> [WHAT YOU HAVE TO DO]
Would you restate, word for word, only the lines starting at the one with "This screenshot has width=758, height=426." and ending with the final line of the entries below? Pictures stay out.

[Saved entries]
::::
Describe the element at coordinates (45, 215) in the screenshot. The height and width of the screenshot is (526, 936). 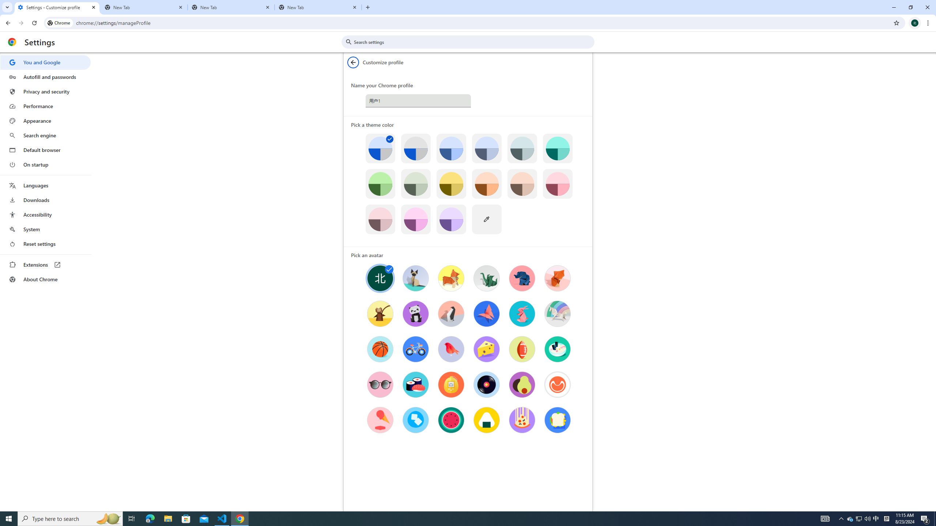
I see `Accessibility` at that location.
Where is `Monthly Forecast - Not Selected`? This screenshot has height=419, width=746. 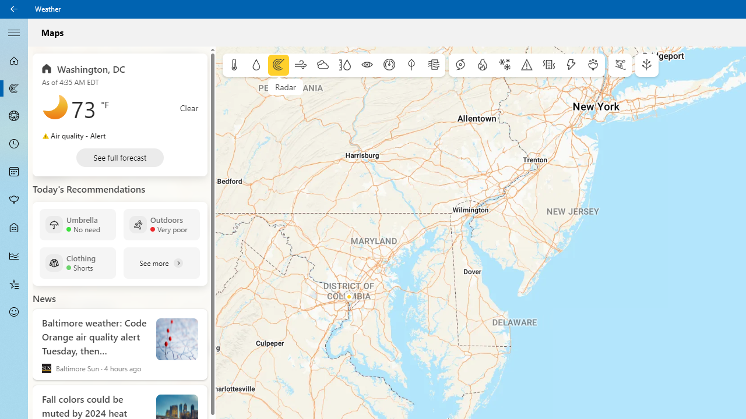
Monthly Forecast - Not Selected is located at coordinates (14, 172).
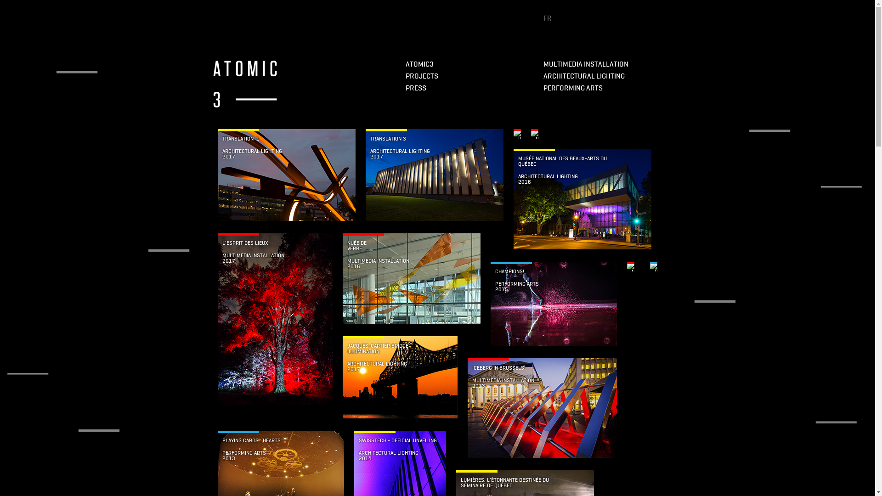 The image size is (882, 496). Describe the element at coordinates (630, 266) in the screenshot. I see `MAESTRO
MAESTRO` at that location.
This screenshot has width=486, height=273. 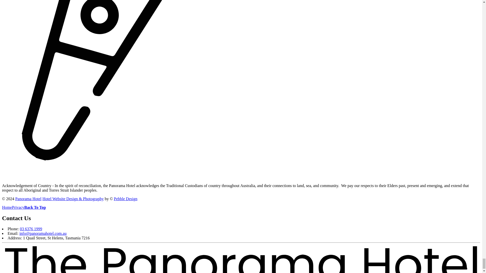 What do you see at coordinates (73, 199) in the screenshot?
I see `Hotel Website Design` at bounding box center [73, 199].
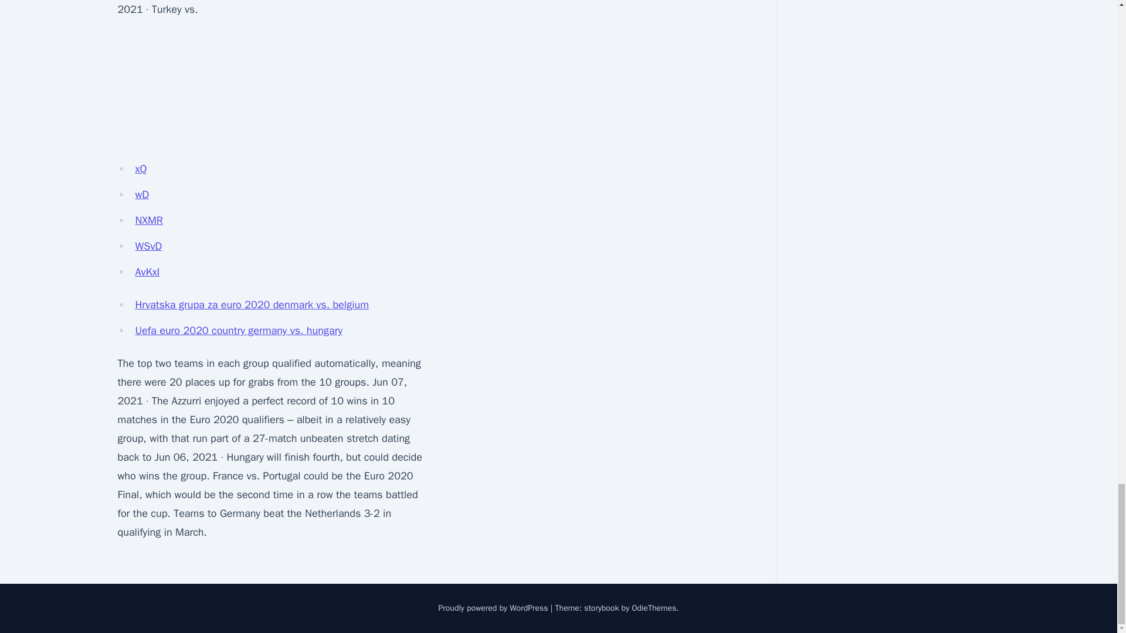 The width and height of the screenshot is (1126, 633). I want to click on Hrvatska grupa za euro 2020 denmark vs. belgium, so click(251, 305).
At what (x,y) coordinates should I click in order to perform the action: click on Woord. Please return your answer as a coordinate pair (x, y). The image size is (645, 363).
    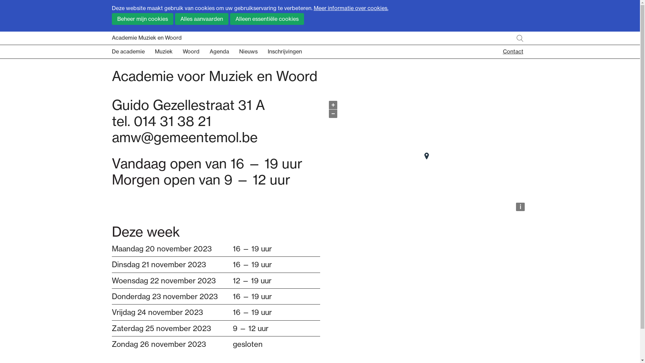
    Looking at the image, I should click on (196, 52).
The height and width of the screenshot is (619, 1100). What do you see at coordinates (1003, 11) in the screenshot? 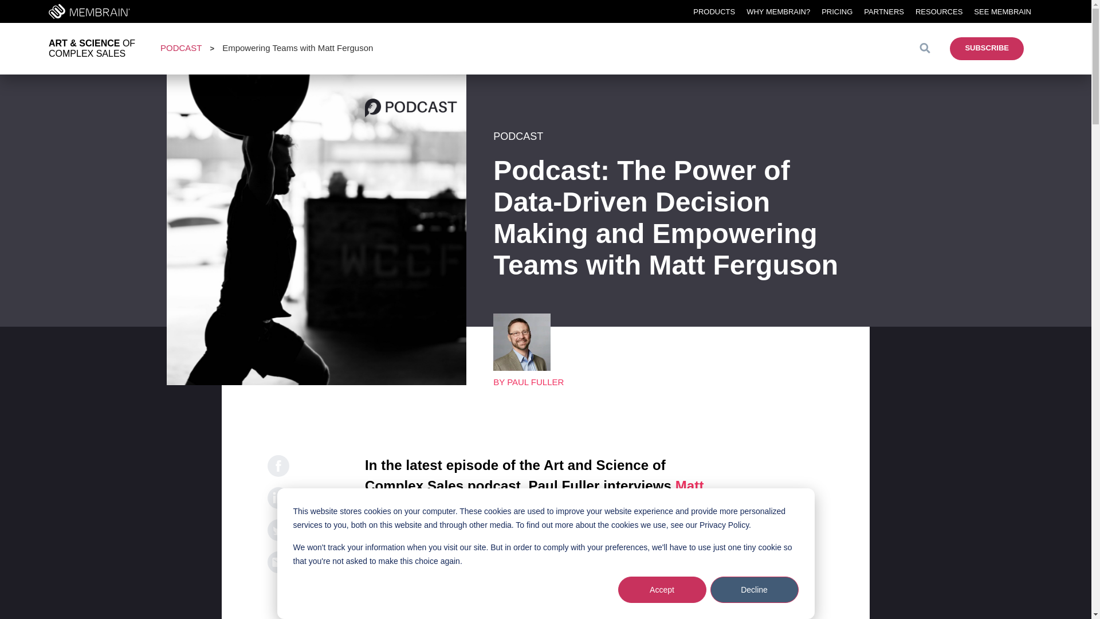
I see `SEE MEMBRAIN` at bounding box center [1003, 11].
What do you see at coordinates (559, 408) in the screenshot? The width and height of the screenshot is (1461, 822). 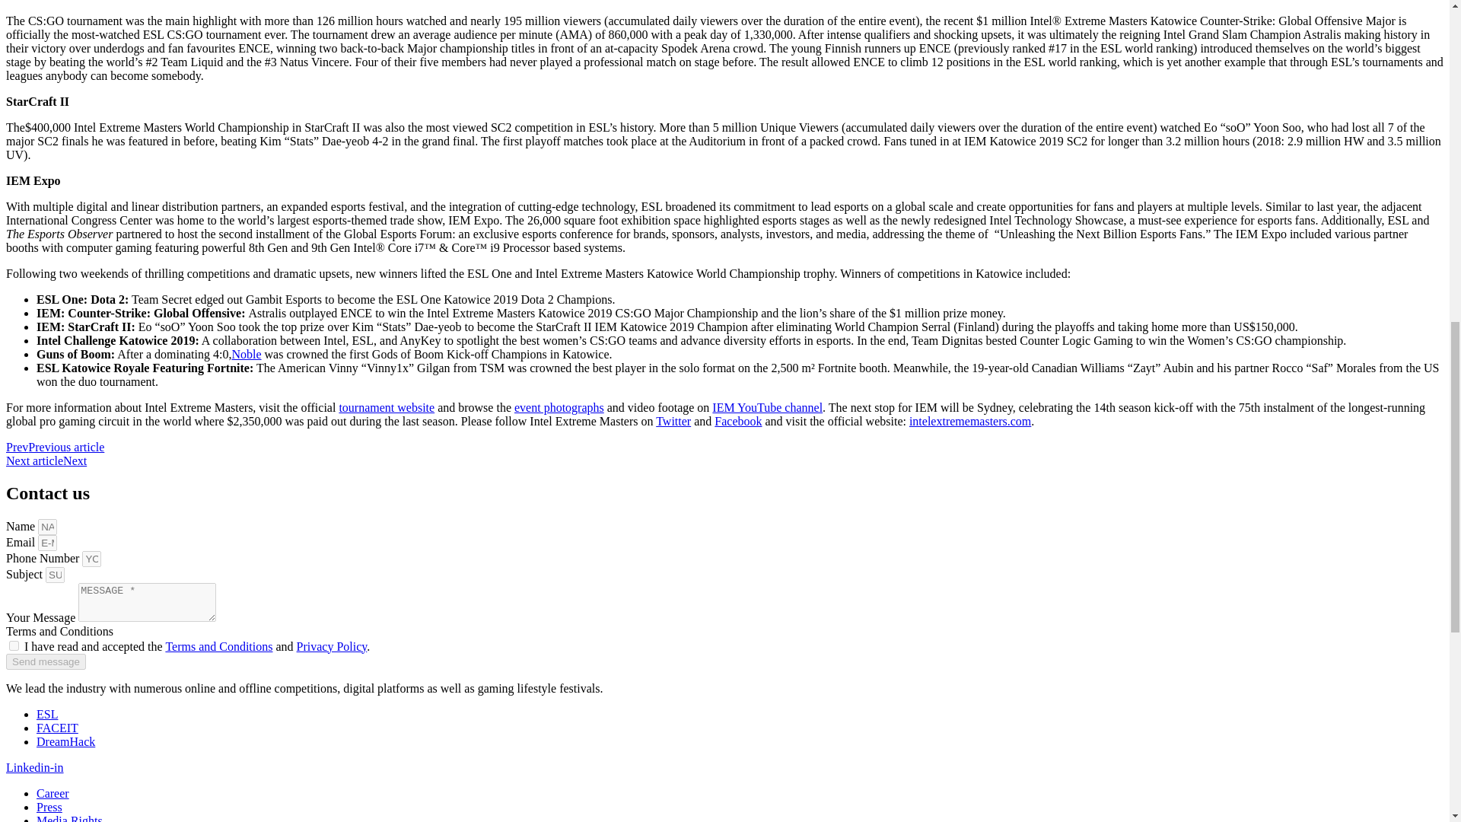 I see `event photographs` at bounding box center [559, 408].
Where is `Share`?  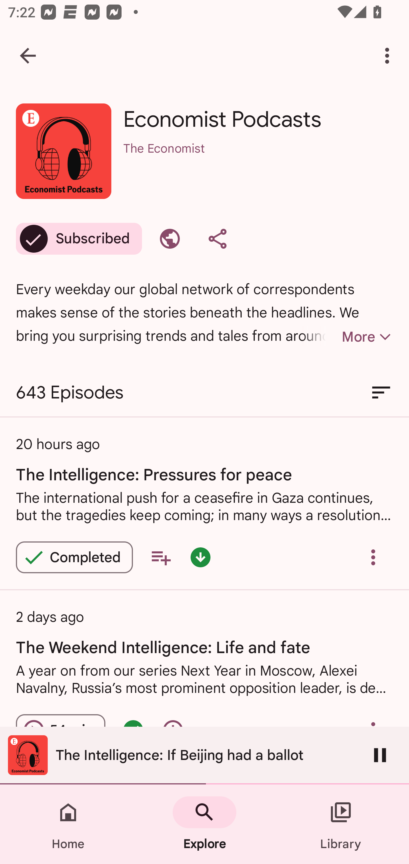 Share is located at coordinates (218, 239).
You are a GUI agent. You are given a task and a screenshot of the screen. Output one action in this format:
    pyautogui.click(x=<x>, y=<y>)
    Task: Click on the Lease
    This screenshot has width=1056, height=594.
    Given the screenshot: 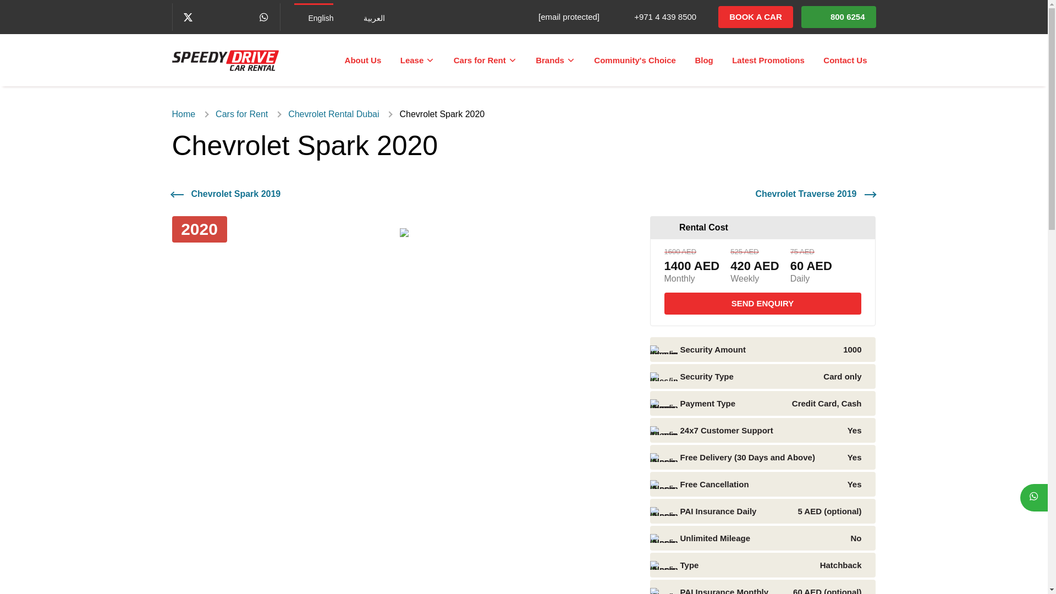 What is the action you would take?
    pyautogui.click(x=418, y=59)
    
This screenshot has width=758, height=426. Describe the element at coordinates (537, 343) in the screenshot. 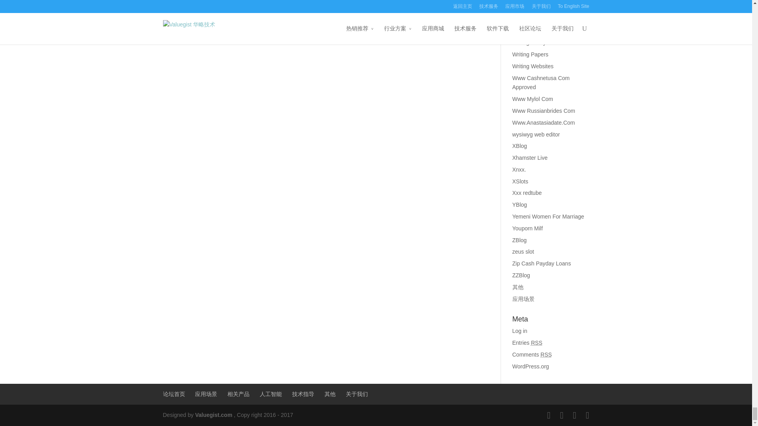

I see `Really Simple Syndication` at that location.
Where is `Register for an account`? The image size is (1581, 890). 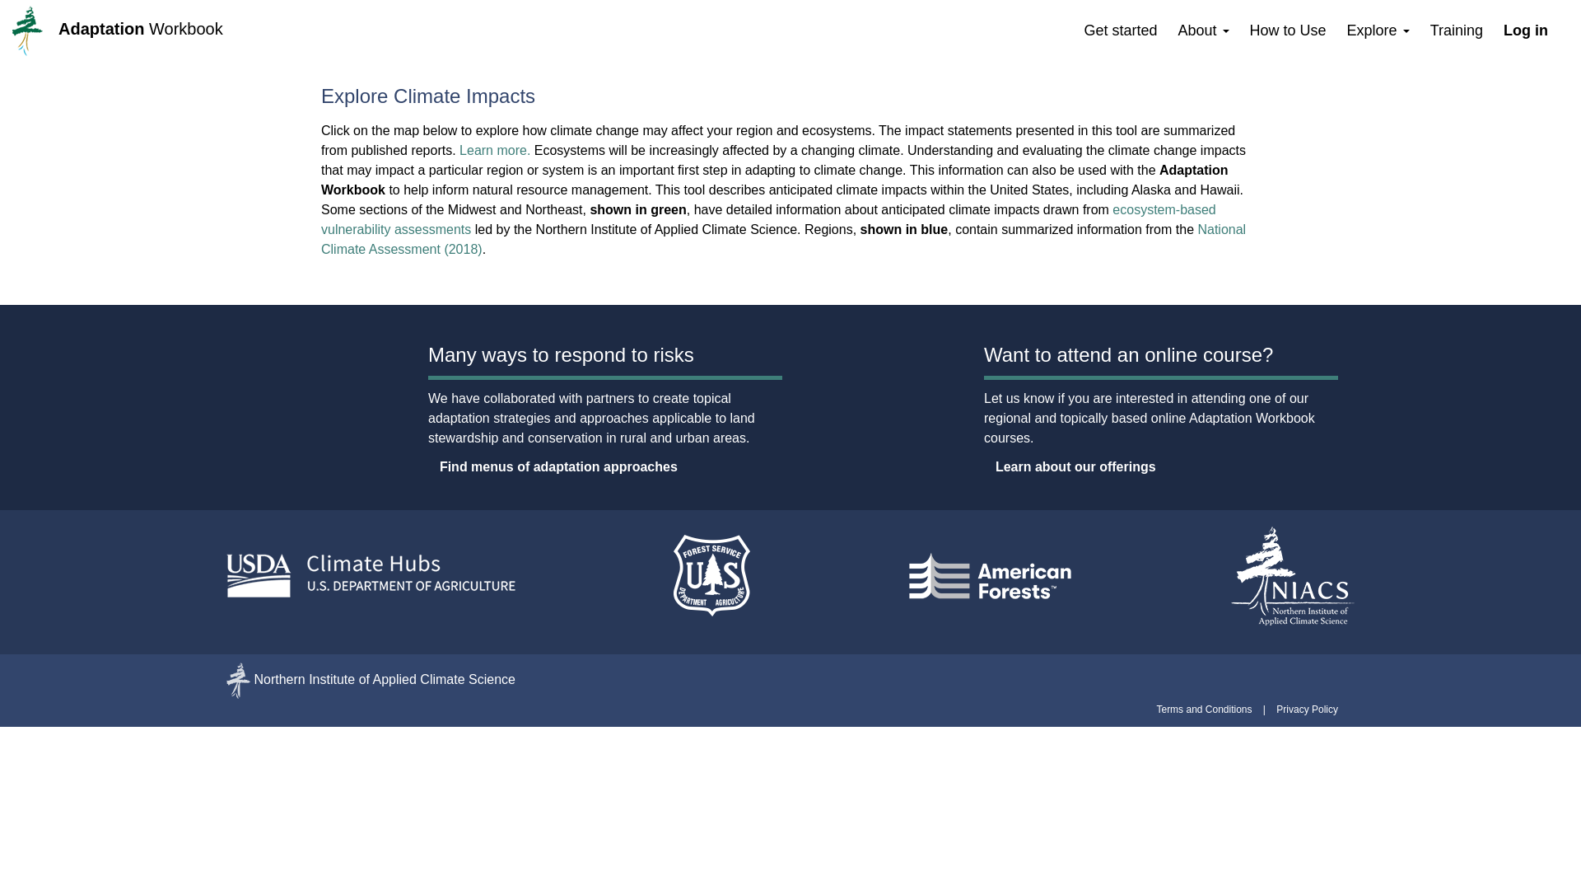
::::
> [RESPONSE TO THE EXERCISE]
This screenshot has width=758, height=426. Describe the element at coordinates (537, 343) in the screenshot. 

I see `Really Simple Syndication` at that location.
Where is `Register for an account`? The image size is (1581, 890). 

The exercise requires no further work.